Inspiration in a Million Points of Light:
MADS for
DIFFA’s Dining by Design
March 22-26, 2012
March 5, 2012
No matter what our profession, we all need inspiration in our designs. Sometimes we turn to a single point of illumination to guide our way, and sometimes, if we’re very lucky, we can turn to a million points of light.
This is exactly what Marie Aiello draws from in her latest design titled, "A Bioluminescent Evening at Sea", a dining room she created for Dining By Design, an event put on by Design Industries Foundation Fighting AIDS (DIFFA) at Pier 94 in Manhattan, NY this month. While the footprint is an 11x11 room, what Aiello of the Marie Aiello Design Studio (MADS) creates feels like the size of an ocean.
“I love the feeling of being in water,” Aiello said, who used to be a diver in some of the worlds most beautiful locales. In fact, the whole room is inspired by a single evening aboard a friend’s boat in Cartagena, Columbia, a night that Aiello describes with gratitude and wonder.
While having dinner with family and friends aboard the boat, there was a twinkling blue light that played across the sea.
“Someone yelled, ‘It’s plankton! Let’s swim in it!’” Aiello recalled, remembering the whole dinner party diving into the sea to “play” with these tiny creatures shimmering a thousand echoes back up to the moon’s light.
As she ran her hands around the water, this bioluminescence chased after her arms, tracing bright blue, sparkling lines in the sea. As leading marine biologist Edith Widder said in a recent interview with the New York Times, “Animals converse with each other in these arrays of light,” and that night, Aiello was part of the conversation.
That evening is what inspires Aiello’s design, entitled “Bioluminescence,” for the upcoming charity event. In every aspect of her design she says she seeks to capture that fluidity in motion, and having seen her drawings, Aiello achieves that goal and then some.

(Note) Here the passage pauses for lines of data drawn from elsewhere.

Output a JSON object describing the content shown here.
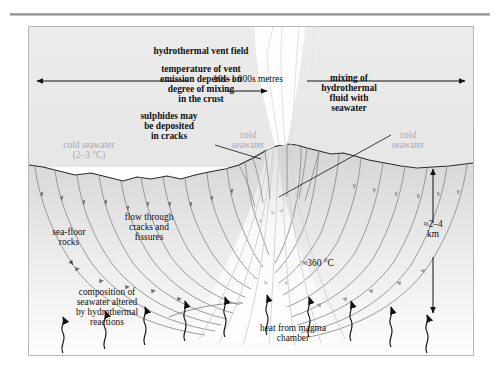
{
  "figure": {
    "title_rule": "",
    "background_color": "#ffffff",
    "frame_color": "#b9b9b9",
    "seawater_color": "#ebebeb",
    "crust_color": "#d9d9d9",
    "flowline_color": "#7a7a7a",
    "plume_color": "#f7f7f7",
    "gray_label_color": "#a9a9a9"
  },
  "labels": {
    "vent_field": "hydrothermal vent field",
    "temperature_note": "temperature of vent\nemission depends on\ndegree of mixing\nin the crust",
    "mixing_note": "mixing of\nhydrothermal\nfluid with\nseawater",
    "sulphides_note": "sulphides may\nbe deposited\nin cracks",
    "cold_seawater_left_top": "cold seawater\n(2–3 °C)",
    "cold_seawater_mid": "cold\nseawater",
    "cold_seawater_right": "cold\nseawater",
    "scale_horizontal": "10s–1 000s metres",
    "sea_floor_rocks": "sea-floor\nrocks",
    "flow_through": "flow through\ncracks and\nfissures",
    "composition_note": "composition of\nseawater altered\nby hydrothermal\nreactions",
    "temp_deep": "≈360 °C",
    "depth_scale": "≈2–4\nkm",
    "heat_source": "heat from magma\nchamber"
  },
  "annotations": {
    "horizontal_scale_arrow": "double-headed-arrow",
    "depth_scale_arrow": "double-headed-vertical-arrow",
    "heat_arrows": "wavy-arrows-upward",
    "flow_direction": "arrowheads-along-streamlines"
  }
}
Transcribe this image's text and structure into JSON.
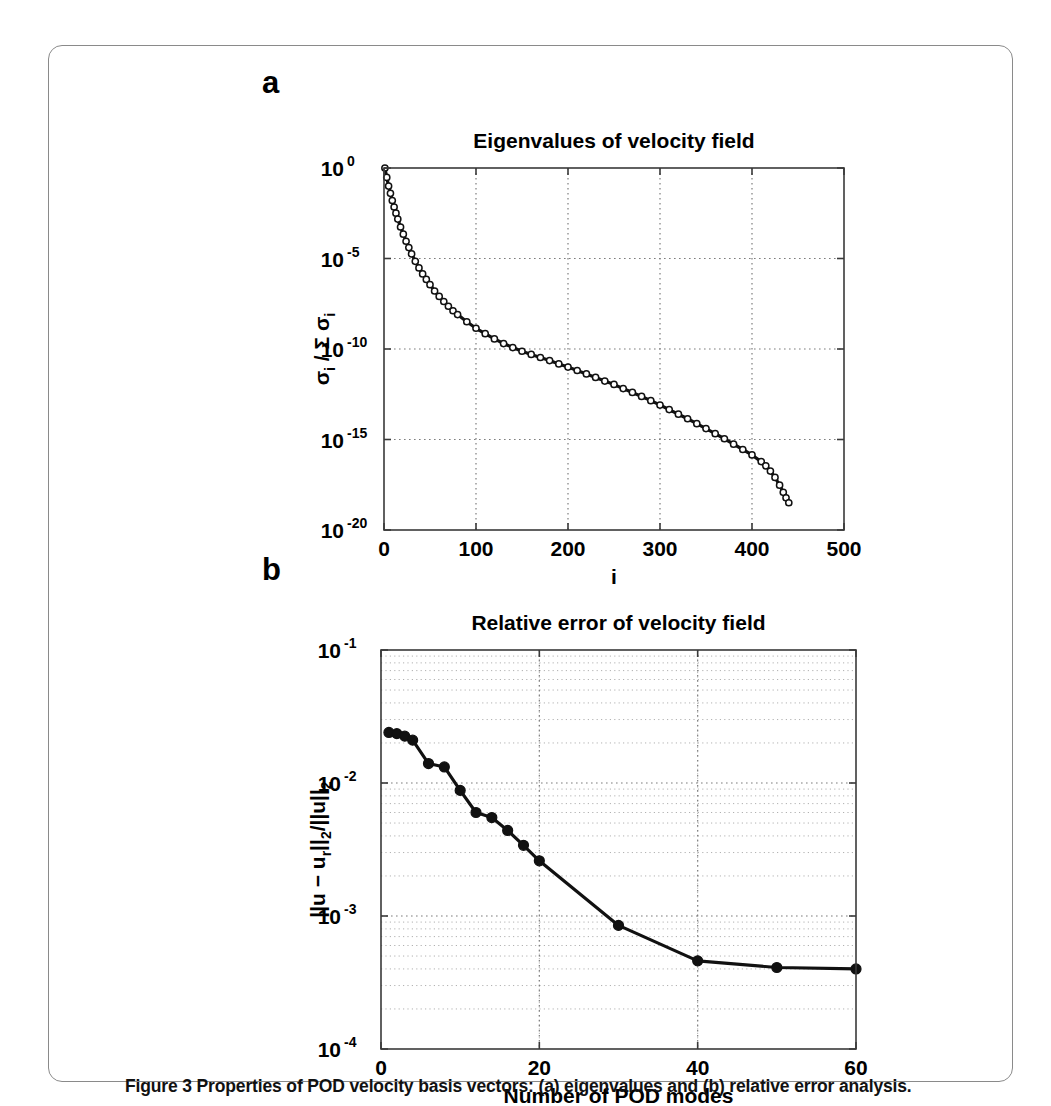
{
  "figure": {
    "caption": "Figure 3 Properties of POD velocity basis vectors: (a) eigenvalues and (b) relative error analysis.",
    "panel_a_letter": "a",
    "panel_b_letter": "b",
    "border_color": "#8a8a8a",
    "line_color": "#111111",
    "grid_color": "#7d7d7d"
  },
  "chart_data": [
    {
      "id": "panel-a",
      "type": "line",
      "title": "Eigenvalues of velocity field",
      "xlabel": "i",
      "ylabel": "σi / Σ σi",
      "ylabel_parts": {
        "sigma": "σ",
        "sub_i": "i",
        "slash": " / ",
        "sum": "Σ"
      },
      "xscale": "linear",
      "yscale": "log",
      "xlim": [
        0,
        500
      ],
      "ylim": [
        1e-20,
        1
      ],
      "xticks": [
        0,
        100,
        200,
        300,
        400,
        500
      ],
      "xtick_labels": [
        "0",
        "100",
        "200",
        "300",
        "400",
        "500"
      ],
      "yticks": [
        1,
        1e-05,
        1e-10,
        1e-15,
        1e-20
      ],
      "ytick_labels": [
        "10",
        "10",
        "10",
        "10",
        "10"
      ],
      "ytick_exponents": [
        "0",
        "-5",
        "-10",
        "-15",
        "-20"
      ],
      "grid": "major-dotted",
      "legend": "none",
      "marker": "open-circle",
      "marker_note": "dense open circles forming a thick band",
      "x": [
        1,
        3,
        5,
        7,
        9,
        11,
        13,
        15,
        18,
        21,
        24,
        27,
        30,
        34,
        38,
        42,
        46,
        50,
        55,
        60,
        65,
        70,
        75,
        80,
        90,
        100,
        110,
        120,
        130,
        140,
        150,
        160,
        170,
        180,
        190,
        200,
        210,
        220,
        230,
        240,
        250,
        260,
        270,
        280,
        290,
        300,
        310,
        320,
        330,
        340,
        350,
        360,
        370,
        380,
        390,
        400,
        410,
        415,
        420,
        425,
        430,
        434,
        437,
        440
      ],
      "values": [
        1.0,
        0.3,
        0.1,
        0.04,
        0.016,
        0.007,
        0.0032,
        0.0015,
        0.00055,
        0.00022,
        9e-05,
        4e-05,
        1.8e-05,
        7e-06,
        3e-06,
        1.4e-06,
        7e-07,
        3.6e-07,
        1.6e-07,
        8e-08,
        4.2e-08,
        2.3e-08,
        1.3e-08,
        8e-09,
        3.2e-09,
        1.4e-09,
        7e-10,
        3.6e-10,
        2e-10,
        1.2e-10,
        7.5e-11,
        5e-11,
        3.4e-11,
        2.3e-11,
        1.5e-11,
        1e-11,
        6.5e-12,
        4.2e-12,
        2.7e-12,
        1.7e-12,
        1.1e-12,
        6.5e-13,
        4e-13,
        2.4e-13,
        1.4e-13,
        8e-14,
        4.5e-14,
        2.5e-14,
        1.4e-14,
        7.5e-15,
        4e-15,
        2.1e-15,
        1.1e-15,
        5.5e-16,
        2.8e-16,
        1.4e-16,
        6e-17,
        3.5e-17,
        1.8e-17,
        8e-18,
        3e-18,
        1.2e-18,
        6e-19,
        3.2e-19
      ]
    },
    {
      "id": "panel-b",
      "type": "line",
      "title": "Relative error of velocity field",
      "xlabel": "Number of POD modes",
      "ylabel": "||u − ur||2/||u||2",
      "ylabel_parts": {
        "main_1": "||u − u",
        "sub_r": "r",
        "main_2": "||",
        "sub_2a": "2",
        "main_3": "/||u||",
        "sub_2b": "2"
      },
      "xscale": "linear",
      "yscale": "log",
      "xlim": [
        0,
        60
      ],
      "ylim": [
        0.0001,
        0.1
      ],
      "xticks": [
        0,
        20,
        40,
        60
      ],
      "xtick_labels": [
        "0",
        "20",
        "40",
        "60"
      ],
      "yticks": [
        0.1,
        0.01,
        0.001,
        0.0001
      ],
      "ytick_labels": [
        "10",
        "10",
        "10",
        "10"
      ],
      "ytick_exponents": [
        "-1",
        "-2",
        "-3",
        "-4"
      ],
      "grid": "major-and-minor-dotted",
      "legend": "none",
      "marker": "filled-circle",
      "x": [
        1,
        2,
        3,
        4,
        6,
        8,
        10,
        12,
        14,
        16,
        18,
        20,
        30,
        40,
        50,
        60
      ],
      "values": [
        0.024,
        0.0235,
        0.0225,
        0.021,
        0.014,
        0.0132,
        0.0088,
        0.006,
        0.0055,
        0.0044,
        0.0034,
        0.0026,
        0.00085,
        0.00046,
        0.00041,
        0.0004
      ]
    }
  ]
}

With Resource Furniture as her sponsor, Aiello utilizes many of their exciting and progressive designs. The first she points to is an amorphous tabletop—“organic and natural in feel,” Aiello notes. The table, which seats ten, boasts a translucent top in order to show off the legs underneath, reminiscent of flowing hands, abstractions loosely holding pearls.
“The table should almost disappear,” Aiello says, leaving behind the five acrylic chairs on each side of its oblong design. The chairs give the look of sparkling water that envelops the table, and one imagines, the diner in this sea of beauty and natural design. And on the table, is sure to be a stunning display with glassware from William Yeoward, china from L’Objet, and placemats and napkin rings from Kim Seybert, Inc.
Behind the breathtaking table, two high-definiton NanoLumens screens (content supplied by Pixelfire) will be playing a looped clip of The Beach, the 2000 Danny Boyle film starring Leonardo DiCaprio and features a gorgeous love scene between DiCaprio and the female lead kissing underwater as the ocean swirls around them in the same dark blue light that Aiello describes of that Cartagena evening. And in The Beach scene, plankton plays above the lovers in the same shimmering explosions of light.A dazzling array of effects are highlighted by Zerolux Lighting Design, creatively lighting custom wallpaper depicting a nighttime ocean, covered in glass beads by Maya Romanoff. A landscaped corral reef created by Zone 6 Design will sweep down the center of the table, and below it, Tectonic Flooring Systems grounds the viewer on an imaginary floating sea. However, as Aiello reminded of each design element, “nothing should feel completely literal.”
Suspended above and echoing the shimmering sea light will be Swarovski Crystal Palace’s branch-like Blossom chandeliers by Tord Boontje. That design element harkens back to the designer’s focus: bioluminesence and that night on the sea just off the coast of Cartagena as the plankton, and the people, played.“I hope that in this room you have the feeling I had during that wondrous night on a moonlit sea,” Aiello said.
Dining By Design runs March 22-26 and is open to the public over the weekend at Pier 94 in Manhattan. The DIFFA event is sponsored by Architectural Digest, The New York Times, Manhattan Magazine, EFFEN Vodka and LXTV OPEN HOUSE. This year the event is held in conjunction with the Architectural Digest Home Design Show. For tickets and more information, please go to www.diffa.org.www.diffa.org
MADS would like to acknowledge the rest of the extraordinary team: Duggal Visual Solutions, Pietra Viva, William Yeoward Crystal, Maya Romanoff, Plexi-craft, Lites on West, Prolume, Forbes & Lomax, and Philips Lightolier.